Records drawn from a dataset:
- - -

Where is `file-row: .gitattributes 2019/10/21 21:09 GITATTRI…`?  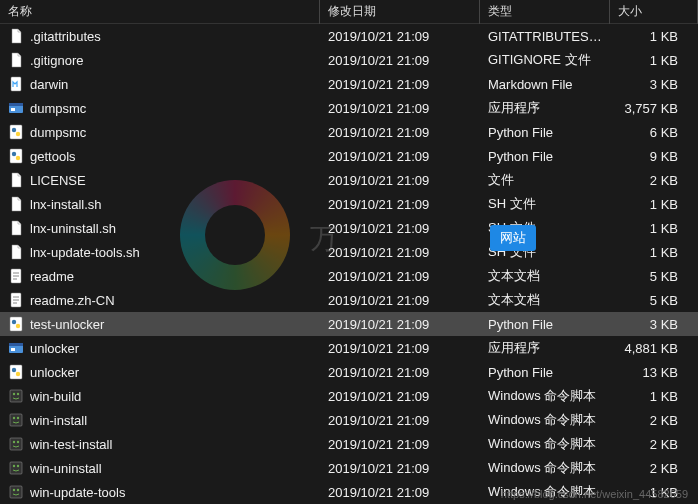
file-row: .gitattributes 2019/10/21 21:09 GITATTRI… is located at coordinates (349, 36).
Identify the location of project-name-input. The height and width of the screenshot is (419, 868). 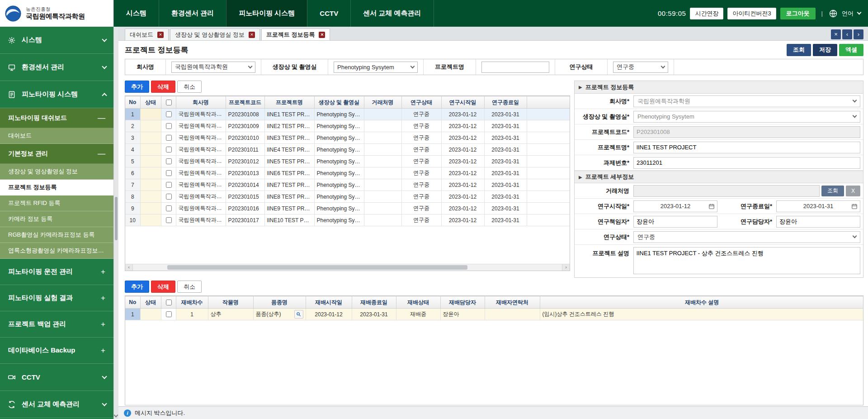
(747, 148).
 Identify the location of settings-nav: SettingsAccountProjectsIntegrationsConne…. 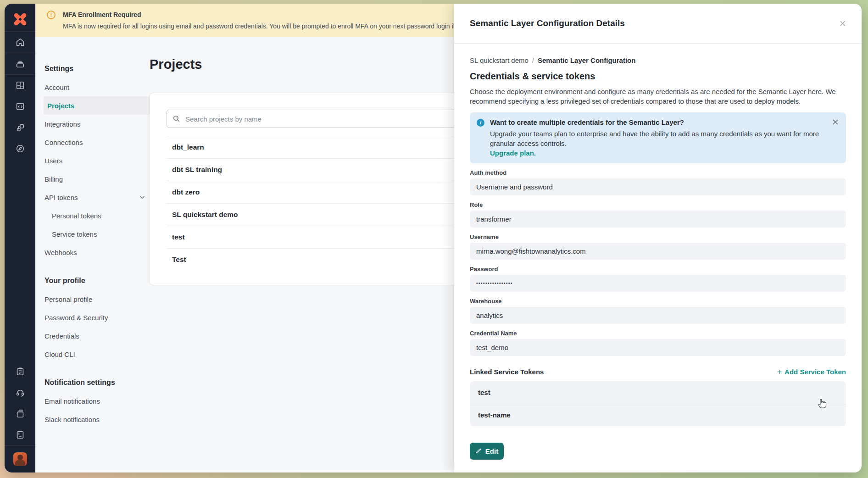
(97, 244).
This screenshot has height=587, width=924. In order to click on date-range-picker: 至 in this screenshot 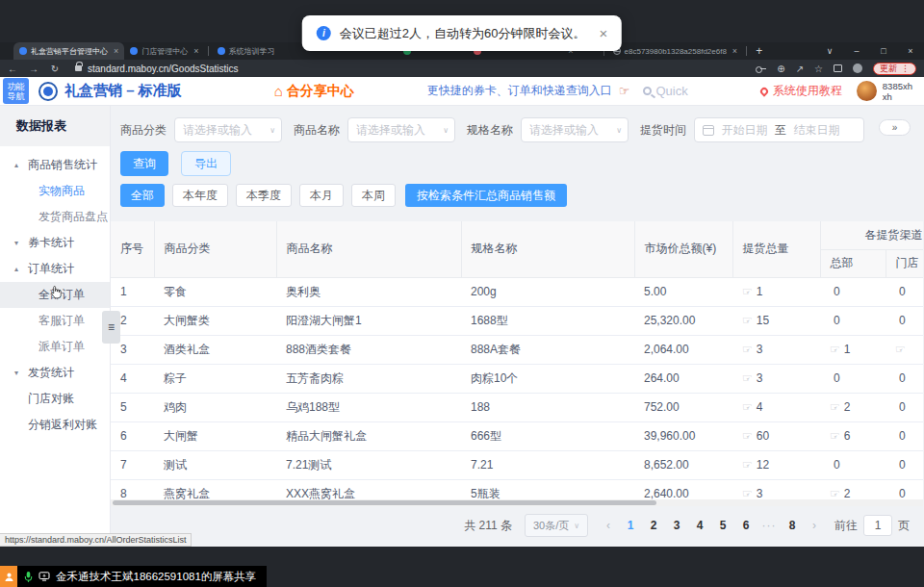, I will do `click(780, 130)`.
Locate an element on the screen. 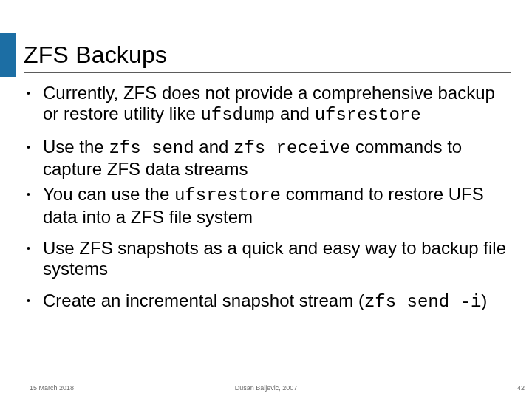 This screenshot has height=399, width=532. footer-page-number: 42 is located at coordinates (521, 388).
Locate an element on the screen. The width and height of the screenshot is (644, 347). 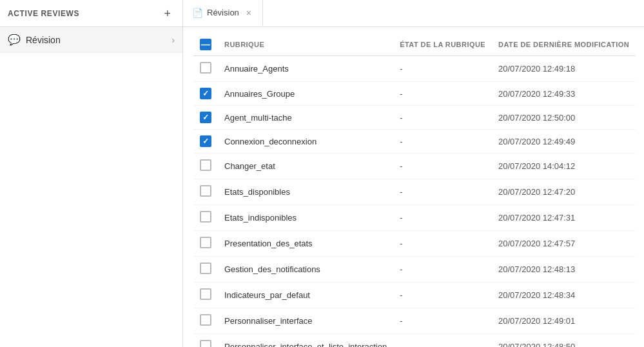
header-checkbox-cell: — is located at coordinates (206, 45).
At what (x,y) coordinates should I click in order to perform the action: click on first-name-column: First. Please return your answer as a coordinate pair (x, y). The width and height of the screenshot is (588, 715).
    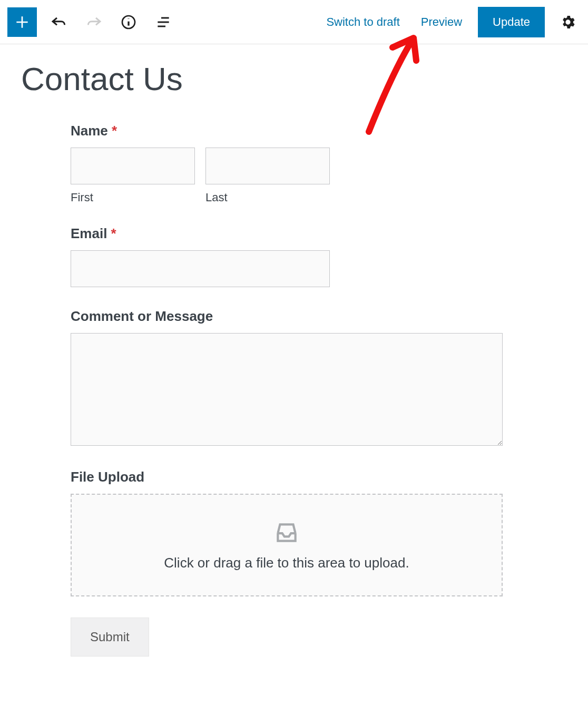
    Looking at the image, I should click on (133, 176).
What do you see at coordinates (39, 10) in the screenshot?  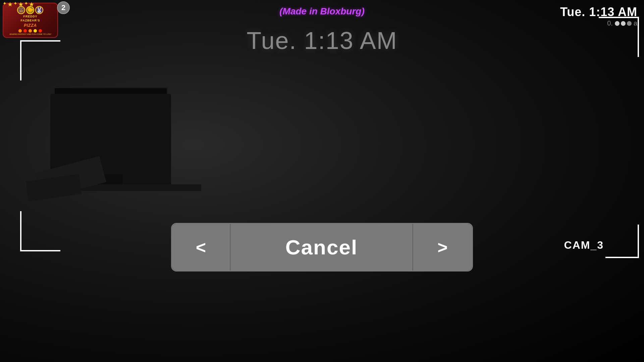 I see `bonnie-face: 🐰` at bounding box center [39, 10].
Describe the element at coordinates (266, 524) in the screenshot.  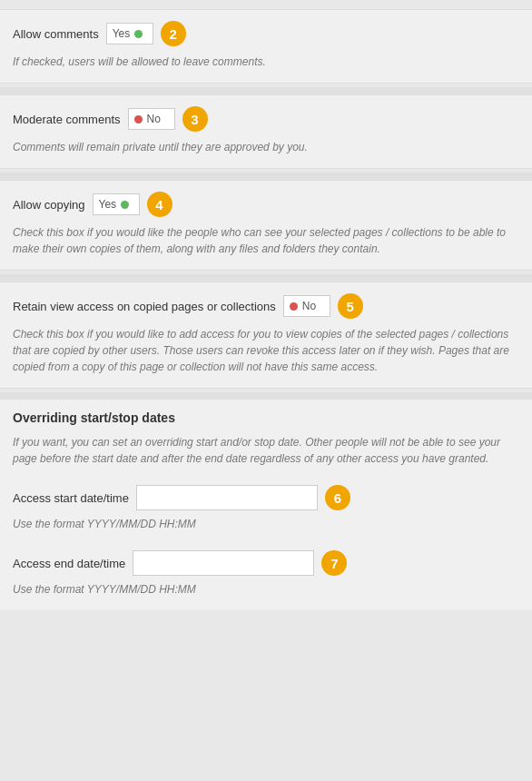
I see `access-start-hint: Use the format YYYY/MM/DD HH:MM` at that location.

- - -

▶ WHAT THE TASK ASKS: Where the line with "Describe the element" appears in the entries above, begin there and restate every line to the end word for word, minus the pictures.

▶ ANSWER TO THIS EXERCISE:
Describe the element at coordinates (266, 524) in the screenshot.  
I see `access-start-hint: Use the format YYYY/MM/DD HH:MM` at that location.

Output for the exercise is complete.